9.1 Little's Law for I/O-Bound Thread Sizing

L = λ × W

L  =  threads needed
λ  =  target throughput (records per second)
W  =  average latency per record (seconds)

If each ETL record takes 200 ms end-to-end and the target throughput is 50 records per second:

L = 50 × 0.2 = 10 threads

The next experiment will use real network I/O and disk I/O — not simulated sleeps — to observe this behaviour empirically. The expectation is a linear scaling region where throughput scales with thread count, followed by a plateau where the downstream system (database connection pool, API rate limit, or NIC bandwidth) becomes the new bottleneck. More data to follow.

10. Conclusion

The central finding of these experiments can be stated simply:

The practical lessons:

  1. Recursive task submission in a shared fixed thread pool causes starvation deadlock. Use iterative submission or ForkJoinPool.
  2. The formula optimal_threads = floor(L3 / working_set) predicts the cache boundary accurately.
  3. Spec sheet numbers overstate available resources by 25–30%. Budget accordingly.
  4. JVM benchmarking requires warmup and multiple trials. Single-run measurements are dominated by JIT and GC noise.
  5. Thread pool size and task data size are co-dependent. Design them together.

The formulas for all of this exist in textbooks. The value of running the experiment is that the data makes the mechanism visceral: watching speedup fall from 2.93× to 0.91× as a single variable crosses a cache boundary is a different kind of knowing.

Appendix: Full Dataset

A.1 Matrix Size Sweep (chain=64, threads=8)

Full Results — Matrix Size Sweep
Matrix size seqMs parMs Speedup
100×10048222.18×
200×200246842.93×
400×4002,5831,5011.72×
800×80024,94027,3610.91×
1600×1600355,618262,9491.35×

A.2 Thread Count Sweep (chain=84, size=800×800)

Full Results — Thread Count Sweep
Threads seqMs parMs Speedup
138,65338,6121.00×
243,83140,2381.09×
441,11138,7341.06×
843,97537,9691.16×
1648,79739,1131.25×
2444,01637,5641.17×

A.3 Fine-Grained Boundary Sweep (chain=64, randomised order)

Full Results — Fine-Grained Boundary Sweep
Matrix size 4-thread speedup 6-thread speedup L3 pressure (4 threads)
500×5001.89×1.37×8.0 MB
540×5401.57×1.24×9.3 MB
560×5601.36×1.25×9.9 MB
580×5801.26×1.02×10.8 MB
600×6001.06×1.13×11.5 MB
650×6501.08×0.93×13.5 MB
800×8000.99×0.82×20.5 MB

A.4 Thread Count at 400×400 and 800×800 (chain=64)

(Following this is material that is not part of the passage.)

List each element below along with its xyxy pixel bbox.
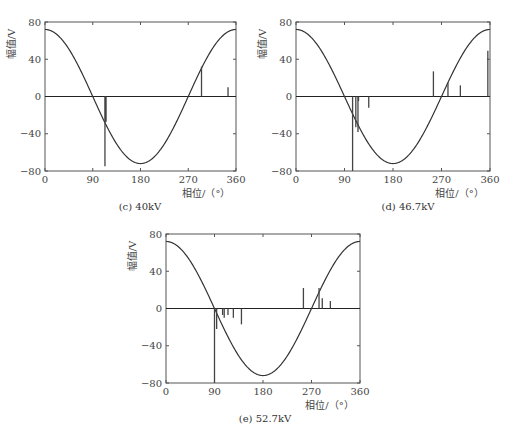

Full Results — Thread Count at 400×400
Threads seqMs parMs Speedup
18539210.93×
28975121.75×
48623372.56×
68973652.46×
89023872.33×
128675941.46×
169006961.29×
Full Results — Thread Count at 800×800
Threads seqMs parMs Speedup
17,2007,5380.96×
27,3266,7671.08×
47,2527,1951.01×
67,2629,4810.77×
87,30910,8590.67×
127,14611,9380.60×
167,32813,0000.56×

Java Multithreading — A Field Study. Experiments conducted on Intel i7-8750H @ 2.20 GHz, 9 MB L3, 16 GB DDR4-2400. Java thread pool: Executors.newFixedThreadPool(n).

Next: ETL I/O-bound threading experiment with real network and disk I/O.